Home Office urged to open evacuation route for LGBTQ+ Afghans

"It is essential the government does what it can to help and protect LGBTQ+ Afghans like women and girls and religious minorities," MPs' group chair says
Photo: Micha Klootwijk / Alamy Stock Photo

Pressure is growing on the government to do more to protect LGBTQ+ people in Afghanistan at immediate risk of torture and death under the Taliban regime.

British parliamentarians have said the Home Office needs to immediately open up an evacuation route for highly vulnerable people that are already known to international NGOs like the UNHCR, Amnesty International and the Rainbow Railroad organisation.

There are also calls for LGBTQ+ people to be prioritised alongside women and girls in the new Afghan Citizens Resettlement Scheme announced last week, which is set to take 5,000 people in its first year.

“With the Taliban in control, an already appalling situation for LGBTQ+ people in Afghanistan can and will only get worse. It is essential the government does what it can to help and protect LGBTQ+ Afghans like women and girls and religious minorities,” said Crispin Blunt MP, chair of the All-Party Parliamentary Group on Global LGBT+ Rights, which has a membership of more than 70 MPs and peers.

The Tory MP and former minister said the fact there is scant information available about queer communities in Afghanistan because of “sustained and virulent persecution” makes it difficult to establish who needs help, and how they can be contacted – but there are people already known to agencies.

Long term the government needs to work with NGOs to incorporate LGBTQ+ people into the resettlement scheme, he said, stressing the need to understand the culturally specific expressions of being queer in Afghanistan and people’s family circumstances.

“Few are more exposed to a more grisly end than LGBT+ Afghans trapped under the Taliban’s authority,” he said.

Since the Taliban came to power this month, there have been reports that it is actively seeking to persecute LGBTQ+ people.

The extremist organisation has a long and well-documented history of using barbaric methods to torture and kill people, including through stoning, hanging and chopping off body parts.

Just last month a Taliban judge told the German news outlet Bild that those caught engaging in gay sex will have a three-metre-high wall pushed onto them, a form of murder referred to as “wall-toppling”.

Even prior to the group’s takeover, life for LGBTQ+ people in Afghanistan was dangerous. Under Afghan laws, individuals could be arrested and taken to court on the basis of sexuality.

Speaking to the BBC, one Afghan who keeps his sexuality hidden said: "As a gay person… you cannot reveal yourself, even to your family or your friends.

"If I reveal myself to my family, maybe they will beat me, maybe they will kill me.

"Even if the Taliban accepts a woman in the government, in school, they will never accept gay or LGBT people. They will kill all of them on the spot."

Steve Valdez-Symonds, Amnesty International UK’s refugee and migrant rights director, said the need for secrecy about one’s sexuality and the inability to lead an openly gay life in Afghanistan means people are less likely to have stability.

This in turn makes it difficult for people to come forwards to access official resettlement schemes. He suggested it is likely that people will try and leave the country by foot to Pakistan or make their way to the UK via a different route rather than presenting themselves at an airport with correct documentation in the hope they can leave.

“Formal schemes for people to make a safe, managed journey and authorised in advance are great and really important," he said.

"We should have more of them but having those schemes doesn’t change [the fact] many of those who have to flee can’t access those systems. Other people’s lives are not stable enough to engage with those systems even if formally open to them."

There are currently 3,000 people already in the UK from Afghanistan awaiting decisions on their asylum claims, which means they are unable to work or claim benefits. Among that number are likely to be people who are LGBTQ+ and Valdez-Symonds said much more urgent thought needs to be given to those currently unable to move forwards with their lives.

He said currently the only guarantee people from Afghanistan have been given is that they will not be returned to the country, but it is not known how long that policy will be in place for.

He said LGBTQ+ people who are in Afghanistan right now are at risk of “brutality, obscene punishment, even execution” from the Taliban.

“It’s hard to think of another group who are likely to have as extreme set of problems in every single aspect you can imagine than LGBTI people,” he said.

The LGBT+ Conservatives organisation has also stepped up its lobbying of government about the urgent need to try and protect gay people living in Afghanistan and make sure those needing to leave are given help.

Its vice-chair Pierre Andrews said it has written to home secretary Priti Patel and foreign secretary Dominic Raab about getting people safe passage to the UK and asked “that they do not face unnecessarily hurdles proving their status”.

He added: “As they will be fleeing their home and coming from a country where they would already have been living in secrecy.”

The Home Office is understood to be developing further details on the eligibility criteria for the resettlement scheme and this is “being developed at pace”.

Currently, priority will be given to women and girls, and religious and other minorities, who are most at risk of human rights abuses and dehumanising treatment by the Taliban.

Kate Proctor is political editor and Noa Hoffman is a reporter at CSW's sister title PoliticsHome, where this story first appeared.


■ TASK PROMPT ■
Please retype exactly the lines from the one containing "Give me the" through the end of the records, leaving out the pictures.

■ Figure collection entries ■
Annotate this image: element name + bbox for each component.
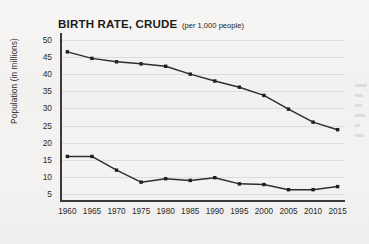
x-axis-tick-label: 2005 bbox=[279, 207, 297, 216]
lower-series-marker bbox=[311, 188, 314, 191]
lower-series-marker bbox=[287, 188, 290, 191]
y-axis-tick-label: 35 bbox=[30, 86, 52, 96]
upper-series-marker bbox=[287, 107, 290, 110]
x-axis-tick-label: 1995 bbox=[230, 207, 248, 216]
y-axis-label: Population (in millions) bbox=[9, 21, 19, 141]
lower-series-marker bbox=[66, 155, 69, 158]
x-axis-tick-label: 2000 bbox=[255, 207, 273, 216]
upper-series-marker bbox=[139, 62, 142, 65]
x-axis-tick-label: 2010 bbox=[304, 207, 322, 216]
lower-series-marker bbox=[262, 183, 265, 186]
lower-series-marker bbox=[164, 177, 167, 180]
x-axis-tick-label: 1965 bbox=[83, 207, 101, 216]
x-axis-tick-label: 1960 bbox=[58, 207, 76, 216]
y-axis-tick-label: 30 bbox=[30, 103, 52, 113]
x-axis-tick-label: 1975 bbox=[132, 207, 150, 216]
upper-series-marker bbox=[238, 85, 241, 88]
y-axis-tick-label: 20 bbox=[30, 138, 52, 148]
upper-series-marker bbox=[66, 50, 69, 53]
lower-series-marker bbox=[90, 155, 93, 158]
upper-series-marker bbox=[164, 65, 167, 68]
birth-rate-chart-figure: BIRTH RATE, CRUDE (per 1,000 people) Pop… bbox=[0, 0, 369, 244]
x-axis-tick-label: 1980 bbox=[157, 207, 175, 216]
x-axis-tick-label: 1970 bbox=[107, 207, 125, 216]
upper-series-marker bbox=[213, 79, 216, 82]
upper-series-marker bbox=[115, 60, 118, 63]
upper-series-marker bbox=[90, 57, 93, 60]
lower-series-marker bbox=[189, 179, 192, 182]
x-axis-tick-label: 2015 bbox=[329, 207, 347, 216]
x-axis-tick-labels: 1960196519701975198019851990199520002005… bbox=[60, 207, 345, 221]
lower-series-marker bbox=[115, 168, 118, 171]
upper-series-marker bbox=[262, 94, 265, 97]
y-axis-tick-label: 40 bbox=[30, 69, 52, 79]
data-series-group bbox=[60, 33, 345, 201]
y-axis-tick-label: 15 bbox=[30, 155, 52, 165]
lower-series-marker bbox=[238, 182, 241, 185]
chart-title: BIRTH RATE, CRUDE (per 1,000 people) bbox=[58, 14, 244, 32]
lower-series-line bbox=[67, 156, 337, 189]
y-axis-tick-label: 50 bbox=[30, 35, 52, 45]
y-axis-tick-label: 25 bbox=[30, 121, 52, 131]
lower-series-marker bbox=[213, 176, 216, 179]
x-axis-tick-label: 1985 bbox=[181, 207, 199, 216]
scan-bleed-artifact bbox=[355, 84, 367, 196]
lower-series-marker bbox=[139, 180, 142, 183]
y-axis-tick-label: 5 bbox=[30, 189, 52, 199]
chart-title-subtitle: (per 1,000 people) bbox=[182, 21, 244, 30]
lower-series-marker bbox=[336, 185, 339, 188]
upper-series-marker bbox=[189, 72, 192, 75]
upper-series-line bbox=[67, 52, 337, 130]
y-axis-tick-labels: 5101520253035404550 bbox=[26, 0, 52, 244]
x-axis-tick-label: 1990 bbox=[206, 207, 224, 216]
chart-title-main: BIRTH RATE, CRUDE bbox=[58, 18, 177, 30]
plot-area bbox=[60, 33, 345, 201]
upper-series-marker bbox=[311, 120, 314, 123]
upper-series-marker bbox=[336, 128, 339, 131]
y-axis-tick-label: 45 bbox=[30, 52, 52, 62]
y-axis-tick-label: 10 bbox=[30, 172, 52, 182]
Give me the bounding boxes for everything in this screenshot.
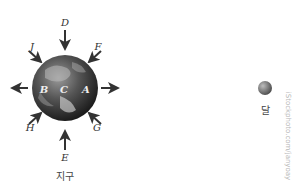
label-j: J xyxy=(30,42,34,52)
arrow-j xyxy=(29,51,41,62)
earth-moon-tide-diagram: D E F G H J B C A 지구 달 iStockphoto.com/j… xyxy=(0,0,299,192)
label-d: D xyxy=(61,18,69,28)
diagram-graphics xyxy=(0,0,299,192)
label-h: H xyxy=(26,123,35,133)
moon-label: 달 xyxy=(261,102,270,117)
arrow-f xyxy=(89,51,101,62)
label-g: G xyxy=(93,123,101,133)
moon xyxy=(258,81,272,95)
label-e: E xyxy=(61,153,68,163)
watermark: iStockphoto.com/janyoay xyxy=(284,92,292,180)
point-c: C xyxy=(60,85,68,95)
point-a: A xyxy=(82,85,90,95)
label-f: F xyxy=(95,42,102,52)
earth-label: 지구 xyxy=(56,168,74,183)
point-b: B xyxy=(40,85,48,95)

■ OUTPUT BELOW ■
Give me the bounding boxes for everything in this screenshot.
label-j: J xyxy=(30,42,34,52)
arrow-j xyxy=(29,51,41,62)
earth-moon-tide-diagram: D E F G H J B C A 지구 달 iStockphoto.com/j… xyxy=(0,0,299,192)
label-d: D xyxy=(61,18,69,28)
diagram-graphics xyxy=(0,0,299,192)
label-h: H xyxy=(26,123,35,133)
moon-label: 달 xyxy=(261,102,270,117)
arrow-f xyxy=(89,51,101,62)
label-g: G xyxy=(93,123,101,133)
moon xyxy=(258,81,272,95)
label-e: E xyxy=(61,153,68,163)
watermark: iStockphoto.com/janyoay xyxy=(284,92,292,180)
point-c: C xyxy=(60,85,68,95)
point-a: A xyxy=(82,85,90,95)
label-f: F xyxy=(95,42,102,52)
earth-label: 지구 xyxy=(56,168,74,183)
point-b: B xyxy=(40,85,48,95)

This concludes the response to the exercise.